The madness of Paul is peculiar in this, that it springs from a wounded feeling in a diseased mind preying upon itself, a feeling almost purely inward and of himself, and which could not have wrought in a well-balanced mind, as it did in his. And this gives the reader the impression, that while it was altogether involuntary, it was also in part wilful, and mingles something of pitying censure with his compassion. It was no mortification of pride, as in Ajax, nor keen sense of ingratitude, as in Lear, nor mere jealousy, as in Othello, nor a moralizing discontent, as in Hamlet: but a yielding of himself to an overmastering passion, which broken, let loose all his passions, and made of his noble powers a miserable wreck. There is deep pathos in the agonies of the dying Hercules, in the Philoctetes: but we are moved to a deeper commiseration, by the sorrows of a ruined intellect and a crushed heart.

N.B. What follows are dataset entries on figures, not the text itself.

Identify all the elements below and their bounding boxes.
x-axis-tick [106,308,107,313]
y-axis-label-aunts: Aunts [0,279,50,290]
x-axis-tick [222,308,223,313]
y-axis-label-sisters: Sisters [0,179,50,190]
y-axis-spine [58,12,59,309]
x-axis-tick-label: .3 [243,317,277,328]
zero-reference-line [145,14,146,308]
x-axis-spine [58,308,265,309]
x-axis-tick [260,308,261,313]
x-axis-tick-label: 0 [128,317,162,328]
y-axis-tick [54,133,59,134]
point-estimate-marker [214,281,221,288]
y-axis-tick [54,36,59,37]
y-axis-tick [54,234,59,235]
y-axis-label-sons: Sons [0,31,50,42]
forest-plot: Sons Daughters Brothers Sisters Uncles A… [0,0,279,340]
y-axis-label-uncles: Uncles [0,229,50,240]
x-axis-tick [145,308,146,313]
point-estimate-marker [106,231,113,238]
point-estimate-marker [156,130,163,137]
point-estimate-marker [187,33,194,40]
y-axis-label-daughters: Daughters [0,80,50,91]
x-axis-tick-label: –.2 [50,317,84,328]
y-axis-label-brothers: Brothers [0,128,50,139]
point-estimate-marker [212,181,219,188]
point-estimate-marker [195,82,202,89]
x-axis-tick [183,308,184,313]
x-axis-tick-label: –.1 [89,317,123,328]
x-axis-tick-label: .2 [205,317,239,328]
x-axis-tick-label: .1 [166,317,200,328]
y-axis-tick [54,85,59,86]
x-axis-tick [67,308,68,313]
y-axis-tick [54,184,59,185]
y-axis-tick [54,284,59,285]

Something of contempt mingles with our pity for the madness of Ajax; the imbecility of Lear brings his frenzy sometimes to the borders of the ludicrous; we feel too little beside commiseration for Othello; and Hamlet has too much "method in his madness;" but we go along with Paul throughout, pitying, admiring, sorrowing, loving.

In fine contrast with this sad picture, is the graceful character of Esther. Pure, O! how pure! most free and generous in her affection, loving in all sincerity and nobleness; meek, long-enduring, always hoping, always trusting; alas! that she could not soothe the anguish of that perturbed spirit! Alas! that he who loved so deeply should so madly slay!

We cannot forbear to extract the scene, near the close, where Paul, under the overruling impression of his wife's unfaithfulness, sheds her innocent blood.

mind appeared elsewhere. There was no longer feeling in him. He seemed waiting the order of some stern power. The command at last came. lar beat; then drew the knife from his bosom. He laid his hand upon her heart, and felt its reguOnce more he laid his hand upon her heart; then put the point there. He pressed his eyes close with one hand, and the knife sunk to the handle. There was a convulsive start and a groan. He looked on her. A slight flutter passed over her frame, and her filmy eyes opened on him once; but he looked as senseless as the body that lay before him. The moon shone fully on the corpse, and on him that sat by it; and the silent night went on. By and by, up came the sun in the hot, flushed sky, and sent his rays over them. Paul moved not, nor tion-there were they two together, like two of heeded the change. There was no noise, nor mothe dead."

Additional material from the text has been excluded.